Our interest was focused on trans-resveratrol (1), pinosylvin (3), and pterostilbene (4), which usually occur as phytoalexins after bacterial infections (or during other environmental stress conditions) in their source organisms, e.g. grapevines (Vitis vinifera), pines (Pinus sylvestris), and various herbs, frequently used as foodstuffs. For a structure-activity relationship study, we prepared a series of structurally transformed analogues, such as 2, 5–10. The trimethoxy-stilbenecarboxylic acids 7 and 8 did not inhibit NO production (Figure 4a), and from their lactones 9 and 10 only the dihydro derivative 10 displayed an activity comparable to the basic trans-stilbenes 1–4. However, cis-resveratrol (5) and its isosteric 3,5,7-trihydroxyfenantren (6), conserving the same cis (Z) oriented stereochemistry, displayed a significant NO-inhibitory effect at concentrations higher than 50µM. Inhibition of NO was associated with the cytotoxicity of the compounds (Figure 4b). Interestingly, pterostilben (4) inhibited NO without affecting the viability of cells.

Figure 4.

Figure 4

Inhibitory effect of stilbenes and related stilbenoids on LPS+IFN-γ induced NO production in mouse peritoneal macrophages (a); and effects of test compounds on viability of macrophages, i.e toxicity of test compounds (b). Reproduced from a preliminary report (Harmatha et al., 2008).

Nitric oxide (NO) bioassay. Isolation and cultivation of murine peritoneal macrophages for bioassay was performed in a routine way (Zídek et al., 2003). Macrophages were cultured 24 hrs in the presence of test compounds, applied in the presence of NO-priming immune stimuli, i.e. murine recombinant interferon-γ (IFN-γ) and lipopolysaccharide (LPS). The concentration of nitrites in supernatants of cells was detected by Griess reagent. The absorbance at 540 nm was recorded using a micro-plate spectrophotometer.

Cytotoxicity assay. Viability of cells was determined using a colorimetric assay based on cleavage of the tetrazolium salt WST-1 by mitochondrial dehydrogenases in viable cells (Roche Diagnostics, Mannheim, Germany). The cells were cultured (1×106/mL) as described above. After the 24-h culture, WST-1 was added and the cells were kept in the Heraeus incubator at 37°C for additional 3 h. Optical density at 450–690 nm was evaluated. The test compounds were dissolved in dimethylsulfoxide (DMSO). The final concentration of DMSO was lower than 0.02%. This amount was devoid of any effects on NO production and on cell viability.

Conclusion

Stilbenoid immunomodulatory activities can be compared with activities of biogenetically related lignans, exhibiting similar effects in the same immuno-assays. Thus our results extended the field of bioactivity of both lignans and stilbenoids, including the opportunity of their potential therapeutic or nutraceutic utilization.

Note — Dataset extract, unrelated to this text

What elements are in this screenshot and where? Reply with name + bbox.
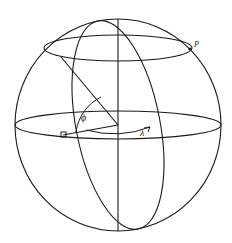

However, for further advanced investigation concerning oxidative stress mediated inflammation, related to autoimmune diseases (e.g. rheumatoid arthritis), after preliminary screening tests most stilbenes were selected (Perečko et al., 2008; Perečko et al., 2010; Jančinová et al., 2010; Mačičková et al., 2010), along with some of their structural analogues, e.g. phenylcoumarins (Drábiková et al., 2010). Lignans failed to exhibit the same application potential in the above mentioned stress induced diseases.

Acknowledgements

The research was supported by the Grant Agency of the Czech Republic, grants No. 203/07/1227 and 305/07/0061, and in part by the research project AV0Z 40550506.